How Do I Fix My Drooping Lower Eyelids After Double Jaw Surgery?

Q: Dr. Eppley, I had double jaw surgery around 6 months ago and had impaction because of downward growth. I am now trying to improve my eyes that have droopy eyelids and a fairly negative tilt. While most surgeons seem to say a canthopexy would fix this, could there be a more skeletal problem related to a negative tilt eye shape? I am afraid to be dissapointed by canthopexy results. Are canthal tilt related issues related to something that is skin and muscle or more skull related? I attached pictures of my current eye shape from both the front and the side. It does not appear to have been affected by my jaw surgery at all. Is making an eye shape change even possible? Would getting something such as infra orbital implants or a fat graft be enough to make a shape change, or would it need to be a more complex procedure?

A: By definition when you do double jaw surgery, if there is any significant advancement, you leave the orbital area behind. The maxillary osteotomy cut is well below the infraorbital rims and cheekbones. Thus some patients will develop an orbital or orbital-malar deficiency afterwards particularely those patients that has some mild deficiency beforehand (which I suspect was you).

While I don’t know what yoru orbital area looked like beforehand you have a negative orbital vector now. Givn that the shape  of the lower eyelids follows the shape of the bone underneath it the lower lids swoop done out laterally with a low outer corner posiiton amd increased scleral show.

This is a facial condition that i see all the time and the correct strategy miust be based on structural infraorbital-malar augmentation and lower eyelid elevation. What will absolutely not work are lateral canthopexies alone or fat grafting. While a lateral canthiplasty is needed as part of the structural augmentation it will fail when trying to do so without structural augmentation done underneath to support the vertical eyelid lengthening.  When a skeletal deficiency exists fat graftng is always a poor treatnent choice patticularly in the orbital area where teh volume persistenjce is close to zero and soft tissue addition (even iof it survived) can not support lower eyelid repositiioning.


▸ REQUIREMENT
Return the records word for word. Pictures do not belong in the copy.

[Interface dataset entries]
BEGIN

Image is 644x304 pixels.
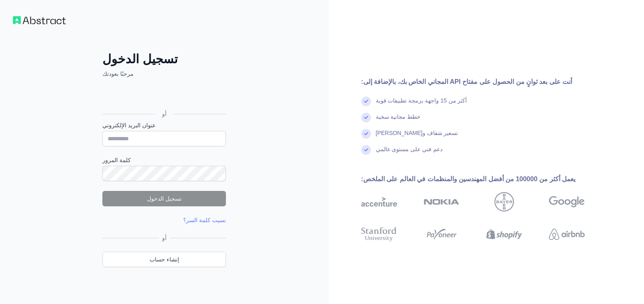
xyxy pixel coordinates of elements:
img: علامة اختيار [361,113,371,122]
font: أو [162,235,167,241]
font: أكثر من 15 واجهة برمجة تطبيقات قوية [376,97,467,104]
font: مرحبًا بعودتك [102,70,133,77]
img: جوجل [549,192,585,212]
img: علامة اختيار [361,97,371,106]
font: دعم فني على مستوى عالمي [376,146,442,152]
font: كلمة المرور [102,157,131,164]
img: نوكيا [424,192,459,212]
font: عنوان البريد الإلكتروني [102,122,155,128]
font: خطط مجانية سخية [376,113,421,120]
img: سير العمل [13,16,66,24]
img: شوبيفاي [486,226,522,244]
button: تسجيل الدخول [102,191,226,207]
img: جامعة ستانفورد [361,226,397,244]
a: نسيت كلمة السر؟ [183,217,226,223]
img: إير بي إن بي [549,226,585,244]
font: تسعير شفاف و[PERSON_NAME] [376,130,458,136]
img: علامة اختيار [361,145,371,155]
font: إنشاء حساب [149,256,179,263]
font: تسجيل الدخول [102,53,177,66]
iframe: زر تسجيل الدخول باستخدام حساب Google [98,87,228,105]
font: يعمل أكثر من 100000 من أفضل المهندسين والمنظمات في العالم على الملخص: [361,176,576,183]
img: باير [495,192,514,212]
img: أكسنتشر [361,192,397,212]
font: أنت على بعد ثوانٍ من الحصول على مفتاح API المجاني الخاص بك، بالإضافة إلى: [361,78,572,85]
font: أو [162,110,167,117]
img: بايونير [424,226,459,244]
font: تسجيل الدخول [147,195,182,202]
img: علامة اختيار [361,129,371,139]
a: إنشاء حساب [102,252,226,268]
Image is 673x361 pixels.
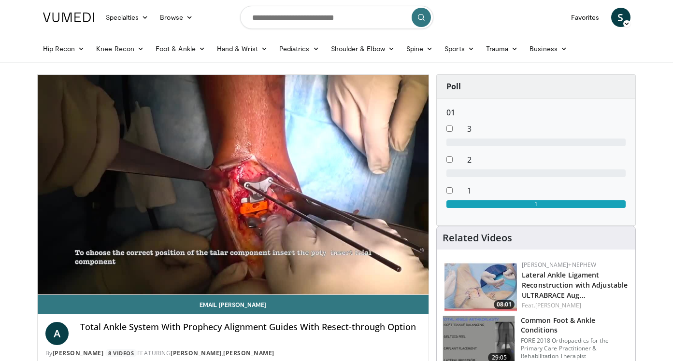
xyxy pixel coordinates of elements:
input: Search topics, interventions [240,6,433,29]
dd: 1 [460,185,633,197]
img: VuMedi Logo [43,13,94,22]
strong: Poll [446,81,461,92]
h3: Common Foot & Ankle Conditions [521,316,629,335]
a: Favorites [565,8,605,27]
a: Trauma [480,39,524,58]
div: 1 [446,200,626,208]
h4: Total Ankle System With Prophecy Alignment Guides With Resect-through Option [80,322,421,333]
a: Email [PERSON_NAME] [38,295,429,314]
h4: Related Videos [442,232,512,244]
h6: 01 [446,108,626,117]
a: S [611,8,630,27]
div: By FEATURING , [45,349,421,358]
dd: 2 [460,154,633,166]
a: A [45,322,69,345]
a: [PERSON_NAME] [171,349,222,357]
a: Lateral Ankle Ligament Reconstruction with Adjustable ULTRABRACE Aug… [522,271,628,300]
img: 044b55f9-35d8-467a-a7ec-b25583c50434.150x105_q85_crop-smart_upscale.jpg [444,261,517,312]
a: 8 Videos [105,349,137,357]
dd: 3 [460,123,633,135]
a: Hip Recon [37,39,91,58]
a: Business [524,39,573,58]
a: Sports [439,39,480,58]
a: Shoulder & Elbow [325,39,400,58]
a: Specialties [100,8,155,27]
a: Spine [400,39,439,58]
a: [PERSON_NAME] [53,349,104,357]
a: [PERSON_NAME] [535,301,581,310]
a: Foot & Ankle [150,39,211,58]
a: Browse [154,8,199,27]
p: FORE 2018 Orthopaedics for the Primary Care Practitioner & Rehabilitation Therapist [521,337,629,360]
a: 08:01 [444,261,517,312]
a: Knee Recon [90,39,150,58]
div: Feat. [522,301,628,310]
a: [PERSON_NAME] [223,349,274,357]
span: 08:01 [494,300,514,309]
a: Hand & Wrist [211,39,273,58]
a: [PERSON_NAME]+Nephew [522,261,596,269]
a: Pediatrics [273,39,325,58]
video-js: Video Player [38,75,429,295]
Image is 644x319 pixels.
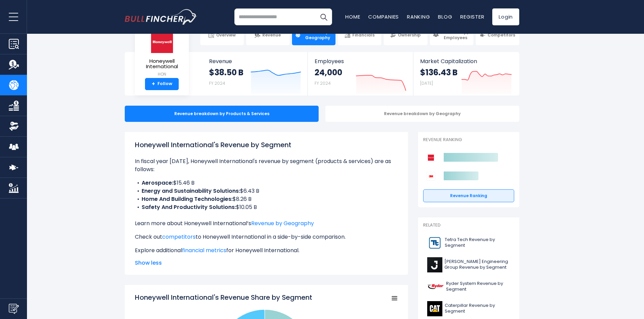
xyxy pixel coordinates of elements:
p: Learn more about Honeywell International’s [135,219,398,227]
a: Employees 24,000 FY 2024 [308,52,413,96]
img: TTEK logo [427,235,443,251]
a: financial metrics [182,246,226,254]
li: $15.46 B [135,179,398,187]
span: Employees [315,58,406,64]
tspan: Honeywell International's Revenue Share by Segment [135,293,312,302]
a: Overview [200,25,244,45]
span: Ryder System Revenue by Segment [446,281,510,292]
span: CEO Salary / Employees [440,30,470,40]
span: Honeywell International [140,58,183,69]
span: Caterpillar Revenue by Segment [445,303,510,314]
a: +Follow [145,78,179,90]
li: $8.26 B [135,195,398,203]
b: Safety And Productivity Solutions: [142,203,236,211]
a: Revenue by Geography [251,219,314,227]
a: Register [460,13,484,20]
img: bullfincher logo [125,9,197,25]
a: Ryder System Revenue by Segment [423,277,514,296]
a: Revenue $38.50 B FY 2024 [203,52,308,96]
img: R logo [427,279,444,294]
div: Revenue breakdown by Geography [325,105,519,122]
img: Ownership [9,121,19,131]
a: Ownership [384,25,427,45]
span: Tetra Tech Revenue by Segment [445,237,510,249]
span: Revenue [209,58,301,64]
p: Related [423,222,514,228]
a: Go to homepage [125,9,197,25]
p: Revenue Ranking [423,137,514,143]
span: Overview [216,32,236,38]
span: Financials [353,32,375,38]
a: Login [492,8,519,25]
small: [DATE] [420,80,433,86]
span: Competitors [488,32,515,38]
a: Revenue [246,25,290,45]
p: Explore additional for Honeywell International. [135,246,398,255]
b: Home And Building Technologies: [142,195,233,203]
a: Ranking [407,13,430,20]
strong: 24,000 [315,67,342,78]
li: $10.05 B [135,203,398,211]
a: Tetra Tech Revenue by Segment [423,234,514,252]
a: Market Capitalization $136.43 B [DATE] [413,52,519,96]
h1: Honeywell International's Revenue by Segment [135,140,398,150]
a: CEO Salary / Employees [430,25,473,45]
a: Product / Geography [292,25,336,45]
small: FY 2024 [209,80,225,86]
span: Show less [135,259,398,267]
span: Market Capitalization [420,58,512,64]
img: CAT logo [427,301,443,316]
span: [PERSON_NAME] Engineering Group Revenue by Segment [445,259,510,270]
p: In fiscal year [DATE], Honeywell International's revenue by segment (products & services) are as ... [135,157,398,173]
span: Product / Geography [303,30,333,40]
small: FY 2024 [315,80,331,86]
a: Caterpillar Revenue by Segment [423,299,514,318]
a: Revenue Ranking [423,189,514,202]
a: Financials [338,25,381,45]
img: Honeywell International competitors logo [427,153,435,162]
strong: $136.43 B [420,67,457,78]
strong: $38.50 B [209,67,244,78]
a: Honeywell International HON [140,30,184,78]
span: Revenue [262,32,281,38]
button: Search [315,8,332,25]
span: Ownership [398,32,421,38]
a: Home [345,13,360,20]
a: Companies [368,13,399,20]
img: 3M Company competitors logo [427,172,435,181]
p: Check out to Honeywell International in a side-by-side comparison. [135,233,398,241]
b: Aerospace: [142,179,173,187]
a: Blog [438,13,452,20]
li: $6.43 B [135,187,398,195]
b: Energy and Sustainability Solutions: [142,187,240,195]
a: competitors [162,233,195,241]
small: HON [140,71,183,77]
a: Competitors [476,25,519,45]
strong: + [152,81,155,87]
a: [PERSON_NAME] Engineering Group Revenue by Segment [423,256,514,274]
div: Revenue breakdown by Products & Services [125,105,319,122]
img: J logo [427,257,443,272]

END

▸ TASK RESULT
Image is 644x304 pixels.
xyxy pixel coordinates of elements:
img: علامة اختيار [361,113,371,122]
font: أو [162,235,167,241]
font: أكثر من 15 واجهة برمجة تطبيقات قوية [376,97,467,104]
font: مرحبًا بعودتك [102,70,133,77]
img: جوجل [549,192,585,212]
img: علامة اختيار [361,97,371,106]
font: دعم فني على مستوى عالمي [376,146,442,152]
font: كلمة المرور [102,157,131,164]
img: نوكيا [424,192,459,212]
font: عنوان البريد الإلكتروني [102,122,155,128]
font: خطط مجانية سخية [376,113,421,120]
img: سير العمل [13,16,66,24]
img: شوبيفاي [486,226,522,244]
button: تسجيل الدخول [102,191,226,207]
img: جامعة ستانفورد [361,226,397,244]
a: نسيت كلمة السر؟ [183,217,226,223]
img: إير بي إن بي [549,226,585,244]
font: تسعير شفاف و[PERSON_NAME] [376,130,458,136]
img: علامة اختيار [361,145,371,155]
font: إنشاء حساب [149,256,179,263]
font: تسجيل الدخول [102,53,177,66]
iframe: زر تسجيل الدخول باستخدام حساب Google [98,87,228,105]
font: يعمل أكثر من 100000 من أفضل المهندسين والمنظمات في العالم على الملخص: [361,176,576,183]
img: باير [495,192,514,212]
img: أكسنتشر [361,192,397,212]
font: أنت على بعد ثوانٍ من الحصول على مفتاح API المجاني الخاص بك، بالإضافة إلى: [361,78,572,85]
font: أو [162,110,167,117]
img: بايونير [424,226,459,244]
font: تسجيل الدخول [147,195,182,202]
img: علامة اختيار [361,129,371,139]
a: إنشاء حساب [102,252,226,268]
Image is 673x361 pixels.
xyxy pixel coordinates of elements:
input: Search topics, interventions [240,6,433,29]
dd: 1 [460,185,633,197]
img: VuMedi Logo [43,13,94,22]
strong: Poll [446,81,461,92]
h3: Common Foot & Ankle Conditions [521,316,629,335]
a: Favorites [565,8,605,27]
a: Trauma [480,39,524,58]
div: 1 [446,200,626,208]
h4: Total Ankle System With Prophecy Alignment Guides With Resect-through Option [80,322,421,333]
a: Email [PERSON_NAME] [38,295,429,314]
h4: Related Videos [442,232,512,244]
h6: 01 [446,108,626,117]
a: S [611,8,630,27]
div: By FEATURING , [45,349,421,358]
dd: 2 [460,154,633,166]
a: A [45,322,69,345]
a: [PERSON_NAME] [171,349,222,357]
a: Lateral Ankle Ligament Reconstruction with Adjustable ULTRABRACE Aug… [522,271,628,300]
img: 044b55f9-35d8-467a-a7ec-b25583c50434.150x105_q85_crop-smart_upscale.jpg [444,261,517,312]
a: 8 Videos [105,349,137,357]
dd: 3 [460,123,633,135]
a: Hip Recon [37,39,91,58]
a: Business [524,39,573,58]
a: Sports [439,39,480,58]
a: Shoulder & Elbow [325,39,400,58]
a: Specialties [100,8,155,27]
a: Spine [400,39,439,58]
a: [PERSON_NAME] [53,349,104,357]
a: [PERSON_NAME] [535,301,581,310]
a: Foot & Ankle [150,39,211,58]
a: Browse [154,8,199,27]
p: FORE 2018 Orthopaedics for the Primary Care Practitioner & Rehabilitation Therapist [521,337,629,360]
a: 08:01 [444,261,517,312]
a: Knee Recon [90,39,150,58]
div: Feat. [522,301,628,310]
a: [PERSON_NAME] [223,349,274,357]
span: 08:01 [494,300,514,309]
a: Hand & Wrist [211,39,273,58]
a: [PERSON_NAME]+Nephew [522,261,596,269]
a: Pediatrics [273,39,325,58]
video-js: Video Player [38,75,429,295]
Image is 644x319 pixels.
xyxy pixel coordinates of elements:
p: Learn more about Honeywell International’s [135,219,398,227]
a: Employees 24,000 FY 2024 [308,52,413,96]
img: TTEK logo [427,235,443,251]
a: financial metrics [182,246,226,254]
li: $15.46 B [135,179,398,187]
span: Employees [315,58,406,64]
tspan: Honeywell International's Revenue Share by Segment [135,293,312,302]
a: Overview [200,25,244,45]
span: Ryder System Revenue by Segment [446,281,510,292]
span: CEO Salary / Employees [440,30,470,40]
span: Honeywell International [140,58,183,69]
span: Caterpillar Revenue by Segment [445,303,510,314]
a: +Follow [145,78,179,90]
li: $8.26 B [135,195,398,203]
b: Safety And Productivity Solutions: [142,203,236,211]
a: Revenue by Geography [251,219,314,227]
a: Register [460,13,484,20]
img: bullfincher logo [125,9,197,25]
a: Ryder System Revenue by Segment [423,277,514,296]
a: Revenue $38.50 B FY 2024 [203,52,308,96]
img: R logo [427,279,444,294]
div: Revenue breakdown by Geography [325,105,519,122]
img: Ownership [9,121,19,131]
a: Ownership [384,25,427,45]
span: Tetra Tech Revenue by Segment [445,237,510,249]
span: Revenue [209,58,301,64]
p: Related [423,222,514,228]
a: Go to homepage [125,9,197,25]
p: Revenue Ranking [423,137,514,143]
span: Overview [216,32,236,38]
span: Financials [353,32,375,38]
a: Login [492,8,519,25]
small: [DATE] [420,80,433,86]
span: Competitors [488,32,515,38]
a: Revenue [246,25,290,45]
p: Explore additional for Honeywell International. [135,246,398,255]
b: Home And Building Technologies: [142,195,233,203]
a: Ranking [407,13,430,20]
strong: 24,000 [315,67,342,78]
li: $10.05 B [135,203,398,211]
a: Tetra Tech Revenue by Segment [423,234,514,252]
a: Market Capitalization $136.43 B [DATE] [413,52,519,96]
h1: Honeywell International's Revenue by Segment [135,140,398,150]
a: CEO Salary / Employees [430,25,473,45]
a: Product / Geography [292,25,336,45]
small: FY 2024 [209,80,225,86]
span: Show less [135,259,398,267]
span: Market Capitalization [420,58,512,64]
img: CAT logo [427,301,443,316]
span: [PERSON_NAME] Engineering Group Revenue by Segment [445,259,510,270]
p: In fiscal year [DATE], Honeywell International's revenue by segment (products & services) are as ... [135,157,398,173]
span: Product / Geography [303,30,333,40]
small: FY 2024 [315,80,331,86]
a: Caterpillar Revenue by Segment [423,299,514,318]
a: Revenue Ranking [423,189,514,202]
a: Financials [338,25,381,45]
img: Honeywell International competitors logo [427,153,435,162]
strong: $136.43 B [420,67,457,78]
strong: $38.50 B [209,67,244,78]
a: Honeywell International HON [140,30,184,78]
span: Revenue [262,32,281,38]
button: Search [315,8,332,25]
span: Ownership [398,32,421,38]
a: Home [345,13,360,20]
a: Companies [368,13,399,20]
img: 3M Company competitors logo [427,172,435,181]
p: Check out to Honeywell International in a side-by-side comparison. [135,233,398,241]
b: Aerospace: [142,179,173,187]
a: Blog [438,13,452,20]
li: $6.43 B [135,187,398,195]
b: Energy and Sustainability Solutions: [142,187,240,195]
a: competitors [162,233,195,241]
small: HON [140,71,183,77]
a: Competitors [476,25,519,45]
strong: + [152,81,155,87]
a: [PERSON_NAME] Engineering Group Revenue by Segment [423,256,514,274]
div: Revenue breakdown by Products & Services [125,105,319,122]
img: J logo [427,257,443,272]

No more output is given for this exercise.